Hear, hear! Even if we could figure out precisely when Jesus is coming back, would it make any difference in our daily lives? I don't see how it would.
Agreed. It's sad to see so many people here sick with 'End times table distraction'. EG: Look at Bible2's standard reply to my post. He just copies and pastes the same stuff every time. But there's no biblical scholarship backing this or wisdom in it. It's just an automatic, autistic copy and paste exercise. It's sad.
PS: I asked him not to reply to my posts but he keeps going. See what a troll he is?
Hey, Bible2, copy and paste boy, catch this! (This is copied and pasted from another thread on the
slightest provocation, just the way you do to everyone here every chance you get).
Rev. is almost entirely literal, for it's unsealed (Rev. 22:10), meaning it shouldn't be difficult for saved people of any time to understand it if they simply read it as it's written.
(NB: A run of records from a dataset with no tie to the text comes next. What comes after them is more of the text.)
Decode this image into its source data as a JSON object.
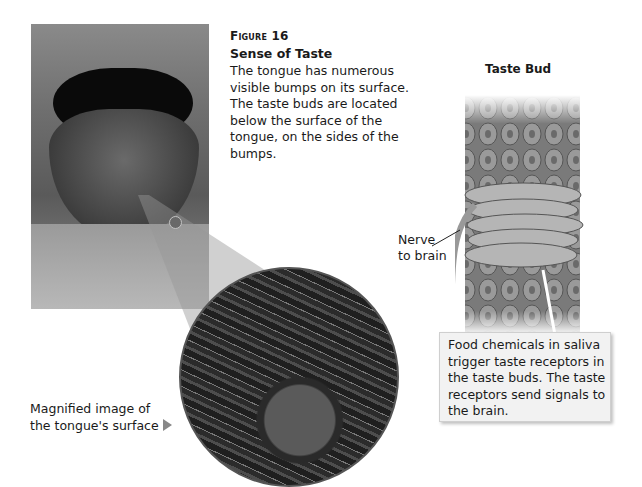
{
  "figure": {
    "label": "Figure 16",
    "title": "Sense of Taste",
    "caption": "The tongue has numerous visible bumps on its surface. The taste buds are located below the surface of the tongue, on the sides of the bumps."
  },
  "diagram": {
    "title": "Taste Bud",
    "nerve_label_line1": "Nerve",
    "nerve_label_line2": "to brain",
    "callout": "Food chemicals in saliva trigger taste receptors in the taste buds. The taste receptors send signals to the brain."
  },
  "photos": {
    "tongue_alt": "Photo of an open mouth with tongue extended",
    "magnified_label_line1": "Magnified image of",
    "magnified_label_line2": "the tongue's surface",
    "arrow_icon": "right-triangle-icon"
  },
  "colors": {
    "text": "#1a1a1a",
    "callout_bg": "#f2f2f2",
    "arrow": "#888888"
  }
}
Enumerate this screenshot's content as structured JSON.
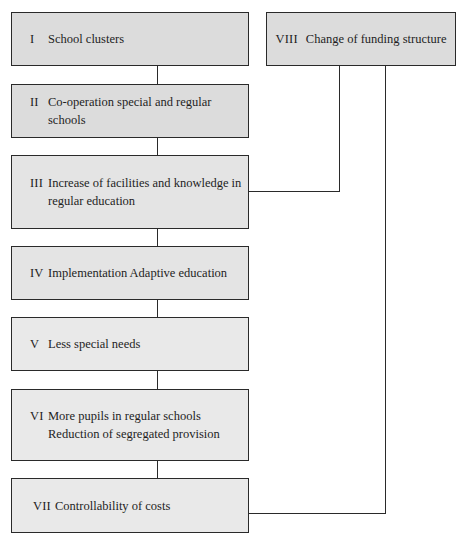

The few parts of it that are symbolic are almost always explained afterward (e.g. Rev. 1:20, 17:9-12), & its few symbols not explained afterward (e.g. Rev. 13:2) are usually explained elsewhere in the Bible (e.g. Dan. 7:4-7,17).
Jesus having 7 eyes and 7 horns and a sword-tongue was of course literal. Oh, and the passage explained it sooooo well. Right there in Revelation 5 it says "And of course, Jesus having 7 eyes and 7 horns was all a parable, a metaphor, just in case you dumbheads who can't distinguish different forms of literature were tempted to take this chapter literally. Like the rest of this book really!"
See, Bible2, your problem is that you can't have it both ways. On the one hand you demand that the TEXT ITSELF must proclaim, "This readingeth be a metaphoreth". Otherwise it is literal. But Rev 5 says Jesus has 7 eyes and 7 horns and never, ever explains it away as a parable or a metaphor. It doesn't explain it at all. It's just stated. Like a fact. But I know you have previously said it is one of the *few* metaphors in Revelation.
My challenge to you? Prove it. The writing is EXACTLY the same as the rest of the book. Every time you fall back on "Revelation is literal" I'm just going to throw Rev 5 back to demonstrate how illiterate you are.
It's there. Read it. Revelation 5. Because the text doesn't 'explain it' as you suggest. What do you do? Assume it is literal? Is that what you do *every* time you read? Assume it's literal?
What about poems? Are poems literal? What about love sonnets. "Your teeth are like the sheep going down Mt Hermon." Literal? No. Too easy. The word 'like' is in there, it's a simile.
But according to your whacked out, ignorant, illiterate definition of 'literal' writing it's all literal unless the text specifically spells out something different. So what do you do about metaphors? It seems to me that you don't have the first clue how to detect metaphorical from literal writing.
Tell me sunshine, do I call you 'sunshine' literally? Or is it a metaphor? (Sarcastic at that.) Are you my little ray of sunshine or not?
Or what about this?
All the world’s a stage,
And all the men and women merely players;
They have their exits and their entrances;
Literal or metaphor?
See, the problem you have, sunshine, is that metaphor is *never* explained. No good writer turns around and says "Oh, that was a metaphor!" That's up to the reader.
Imagine if Shakespeare had written:
All the world’s a stage (But that was just a metaphor)
And all the men and women merely players (I just extended the metaphor)
They have their exits and their entrances (But not literally, as it's just another metaphor).
If by definition a metaphor *never* explains itself, how are we to recognise one when we stumble over it? What clues are *you* going to look for? By your ignorant definition we have to believe *everything* is literal unless the text specifically says otherwise. But that's not how writing works.
You simply don't want metaphors to be real. You don't allow them. You want everything to be similes, where Shakespeare would have instead said
All the world is LIKE a stage,
And all the men and women are LIKE mere players;
They all live life LIKE they have exits and their entrances;
But that isn't in Rev 5 is it? IS IT? No sunshine, it isn't. Rev 5 just says it like it is. (Or isn't, depending on whether or not you have a clue about metaphors). So Jesus HAS "seven horns and seven eyes, which are the seven spirits of God sent out into all the earth." There you go. No reason to argue about it. It's literal. The bible says so. Revelation 5 says so. Unless.... unless you can help us recognise a metaphor?
You have *no* reason to assert Rev 5 is any different to the rest of the book. This is the most metaphorical book in the entire bible! How do we know? By reading it! By recognising the metaphors as biblical images all mixed together to write a beautiful poetic sermon. And how do we know the rest of it is metaphor? By being biblically literate and recognising the bible's older, other metaphors for what they are. Anyone well versed in the bible is going to *recognise* these biblical metaphors from other areas that help to describe these symbols. They are most definitely NOT literal.
I hope this helps you clear away some of the fog before your eyes, blinding you to what is in the text. Because you've got a lot of this 'fog' and you've got it bad. (By the way, that last bit was a metaphor).